You need both if you want to delegate successfully. Without clear SOPs, your team will keep asking how to do things. Without clear policies, they'll make decisions that don't align with your standards.

The more clear your backend documentation is, especially regarding the distinction between SOP vs policy, the less you'll be needed for every little question and decision. Your team will be able to handle situations independently because they know both the steps to follow and the rules to follow them within.

This isn't about creating more work for yourself. It's about creating the foundation that lets you step back from daily operations while maintaining the quality and consistency your business is known for.

Stop trying to keep everything in your head. Stop expecting your team to read your mind. And stop confusing step-by-step instructions with business rules.

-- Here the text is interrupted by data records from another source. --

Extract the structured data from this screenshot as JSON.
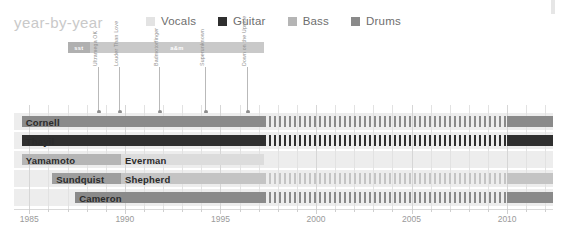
{
  "title": "year-by-year",
  "legend": [
    {
      "label": "Vocals",
      "color": "#e3e3e3",
      "icon": "square-swatch"
    },
    {
      "label": "Guitar",
      "color": "#2f2f2f",
      "icon": "square-swatch"
    },
    {
      "label": "Bass",
      "color": "#b5b5b5",
      "icon": "square-swatch"
    },
    {
      "label": "Drums",
      "color": "#8a8a8a",
      "icon": "square-swatch"
    }
  ],
  "record_labels": [
    {
      "name": "sst",
      "start": 1987.0,
      "end": 1988.2,
      "color": "#b0b0b0"
    },
    {
      "name": "a&m",
      "start": 1988.2,
      "end": 1997.3,
      "color": "#c9c9c9"
    }
  ],
  "albums": [
    {
      "name": "Ultramega OK",
      "year": 1988.6
    },
    {
      "name": "Louder Than Love",
      "year": 1989.7
    },
    {
      "name": "Badmotorfinger",
      "year": 1991.8
    },
    {
      "name": "Superunknown",
      "year": 1994.2
    },
    {
      "name": "Down on the Upside",
      "year": 1996.4
    }
  ],
  "axis": {
    "ticks": [
      1985,
      1990,
      1995,
      2000,
      2005,
      2010
    ],
    "minor_step": 1,
    "min": 1984.2,
    "max": 2012.4
  },
  "chart_data": {
    "type": "bar",
    "title": "year-by-year",
    "xlabel": "",
    "ylabel": "",
    "xlim": [
      1984.2,
      2012.4
    ],
    "grid": true,
    "legend_position": "top",
    "categories": [
      "Cornell",
      "Thayil",
      "Yamamoto",
      "Everman",
      "Sundquist",
      "Shepherd",
      "Cameron"
    ],
    "series": [
      {
        "name": "Cornell",
        "row": 0,
        "instrument": "Vocals",
        "color": "#8a8a8a",
        "segments": [
          {
            "start": 1984.6,
            "end": 1997.3,
            "style": "solid"
          },
          {
            "start": 1997.3,
            "end": 2010.0,
            "style": "hatched"
          },
          {
            "start": 2010.0,
            "end": 2012.4,
            "style": "solid"
          }
        ]
      },
      {
        "name": "Thayil",
        "row": 1,
        "instrument": "Guitar",
        "color": "#2f2f2f",
        "segments": [
          {
            "start": 1984.6,
            "end": 1997.3,
            "style": "solid"
          },
          {
            "start": 1997.3,
            "end": 2010.0,
            "style": "hatched"
          },
          {
            "start": 2010.0,
            "end": 2012.4,
            "style": "solid"
          }
        ]
      },
      {
        "name": "Yamamoto",
        "row": 2,
        "instrument": "Bass",
        "color": "#b5b5b5",
        "segments": [
          {
            "start": 1984.6,
            "end": 1989.8,
            "style": "solid"
          }
        ]
      },
      {
        "name": "Everman",
        "row": 2,
        "instrument": "Bass",
        "color": "#dcdcdc",
        "segments": [
          {
            "start": 1989.8,
            "end": 1997.3,
            "style": "solid"
          }
        ]
      },
      {
        "name": "Sundquist",
        "row": 3,
        "instrument": "Drums",
        "color": "#9e9e9e",
        "segments": [
          {
            "start": 1986.2,
            "end": 1989.8,
            "style": "solid"
          }
        ]
      },
      {
        "name": "Shepherd",
        "row": 3,
        "instrument": "Bass",
        "color": "#c4c4c4",
        "segments": [
          {
            "start": 1989.8,
            "end": 1997.3,
            "style": "solid"
          },
          {
            "start": 1997.3,
            "end": 2010.0,
            "style": "hatched"
          },
          {
            "start": 2010.0,
            "end": 2012.4,
            "style": "solid"
          }
        ]
      },
      {
        "name": "Cameron",
        "row": 4,
        "instrument": "Drums",
        "color": "#8a8a8a",
        "segments": [
          {
            "start": 1987.4,
            "end": 1997.3,
            "style": "solid"
          },
          {
            "start": 1997.3,
            "end": 2010.0,
            "style": "hatched"
          },
          {
            "start": 2010.0,
            "end": 2012.4,
            "style": "solid"
          }
        ]
      }
    ]
  }
}
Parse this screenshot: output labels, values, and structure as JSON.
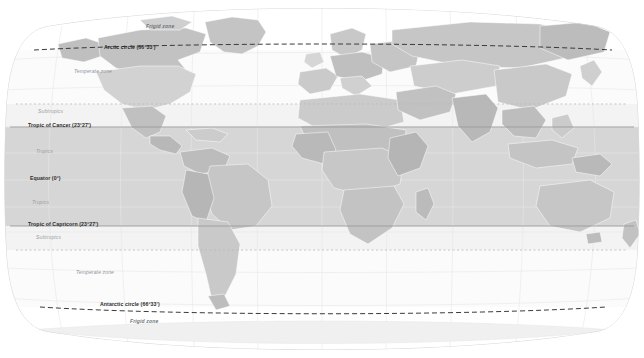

If your team keeps circling back for clarification on things you thought were already handled, it's time for clean documentation. Book the Process Clarity Map, and I'll map one set of core workflows and give you the SOP docs you need to finally step out of the weeds.

Your business deserves systems that work without you. Your team deserves clear direction they can actually follow. And you deserve to delegate without constantly putting out fires.

Tricia Harrison is the founder of The Remote Catalyst, a boutique VA placement and OBM consulting agency helping overwhelmed founders fix their backend, not just their bandwidth. She’s known for matching powerhouse VAs with visionary women-led startups and building bold, sustainable systems that helps them scale with confidence.

Tricia Harrison: COO, OBM & VA Solutions | The Remote Catalyst

Tricia Harrison is the founder of The Remote Catalyst, a boutique VA placement and OBM consulting agency helping overwhelmed founders fix their backend, not just their bandwidth. She’s known for matching powerhouse VAs with visionary women-led startups and building bold, sustainable systems that helps them scale with confidence.